Hello programmers! From time to time at work, I have to sift through your resumes. A lot of them. I'm going through the most recent stack right now and the cover letters are, by and large, terrible.

So here's a tutorial: how to write a cover letter that doesn't suck.

  • Write a cover letter, stupid. Don't just click "apply" on monster and send your resume. It shows that you don't give a shit. And the cover letter is your only chance to display half an ounce of personality.
  • Cruise the company's website. Amazingly, most people don't do this. What does the company do? How long have they been around? Who are the managers?

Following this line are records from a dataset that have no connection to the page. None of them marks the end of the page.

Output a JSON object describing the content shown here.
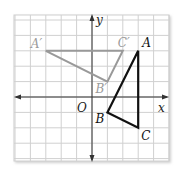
{
  "diagram": {
    "type": "coordinate-plane-transformation",
    "grid": {
      "x_min": -5,
      "x_max": 5,
      "y_min": -4,
      "y_max": 5,
      "origin_px": [
        92,
        97
      ],
      "unit_px": 15.4,
      "line_color": "#d0d0d0",
      "background": "#ffffff"
    },
    "axes": {
      "x_label": "x",
      "y_label": "y",
      "origin_label": "O",
      "color": "#333333"
    },
    "triangles": [
      {
        "name": "ABC",
        "role": "original",
        "color": "#111111",
        "vertices": [
          {
            "label": "A",
            "x": 3,
            "y": 3
          },
          {
            "label": "B",
            "x": 1,
            "y": -1
          },
          {
            "label": "C",
            "x": 3,
            "y": -2
          }
        ]
      },
      {
        "name": "A'B'C'",
        "role": "image",
        "color": "#999999",
        "vertices": [
          {
            "label": "A′",
            "x": -3,
            "y": 3
          },
          {
            "label": "B′",
            "x": 1,
            "y": 1
          },
          {
            "label": "C′",
            "x": 2,
            "y": 3
          }
        ]
      }
    ]
  }
}
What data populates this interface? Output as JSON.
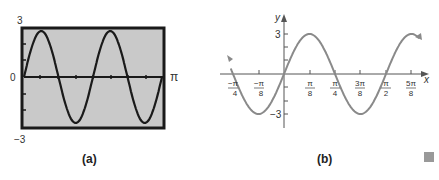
{
  "chart_data": [
    {
      "panel": "(a)",
      "type": "line",
      "style": "graphing-calculator screen",
      "function_samples": "y = 3 sin(4x)",
      "x_range": [
        0,
        3.1416
      ],
      "x_labels": {
        "left": "0",
        "right": "π"
      },
      "y_labels": {
        "top": "3",
        "bottom": "−3"
      },
      "ylim": [
        -3,
        3
      ],
      "x_tick_count": 8,
      "y_tick_count": 6,
      "background": "#c8c8c8",
      "curve_color": "#222222",
      "caption": "(a)"
    },
    {
      "panel": "(b)",
      "type": "line",
      "function_samples": "y = 3 sin(4x)",
      "x_range": [
        -0.85,
        2.05
      ],
      "xlabel": "x",
      "ylabel": "y",
      "x_ticks": [
        {
          "num": "−π",
          "den": "4"
        },
        {
          "num": "−π",
          "den": "8"
        },
        {
          "num": "π",
          "den": "8"
        },
        {
          "num": "π",
          "den": "4"
        },
        {
          "num": "3π",
          "den": "8"
        },
        {
          "num": "π",
          "den": "2"
        },
        {
          "num": "5π",
          "den": "8"
        }
      ],
      "y_ticks": [
        "3",
        "−3"
      ],
      "ylim": [
        -3,
        3
      ],
      "curve_color": "#8a8a8a",
      "caption": "(b)"
    }
  ],
  "captions": {
    "a": "(a)",
    "b": "(b)"
  },
  "labels": {
    "a_top": "3",
    "a_zero": "0",
    "a_bottom": "−3",
    "a_pi": "π",
    "b_y": "y",
    "b_x": "x",
    "b_three": "3",
    "b_neg_three": "−3"
  }
}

Have they done other interesting things?
  • Don't start with a sample cover letter that you found online. Inevitably a stack of resumes has dozens of identically-phrased (and nearly content-free) cover letters. Lame.
  • Skip the generic hyperbole. You're a self-starter, you have strong communication skills, you work well in teams, you're a fast learner, you're high-energy, you're results-oriented. Because... because you say so. Right. Listen, nobody reads this stuff. It doesn't mean anything. You may have specific strengths that are worth highlighting but these aren't them. If you don't have anything magical, that's fine -- your cover letter is still stronger without "I'm a fast learner" than with.
  • Keep the skills summary to a paragraph. Don't repeat your entire resume. Talk briefly about your relevant skills and that's it.
  • Write every cover letter from scratch. If you ignore everything else in this list, pay attention to this item. I mean it. Talk specifically about why you're interested in this company and this position. What makes you want to work there? (if you can't answer this question, this tutorial isn't for you.)

The bottom line is: every job application should be an individual one that you care about, not #54 in a 100-job resume blast. It's always, always easy to tell the people that want this job as opposed to the people that want a job. The people in the former group always get interviews; for the latter group, it's a total crapshoot.

Everything above seems completely obvious to me. But for most of the software engineering population, at least, it clearly isn't. And that's fine for big faceless companies with generic jobs. But if you're trying to get hired at a small place, you better actually try.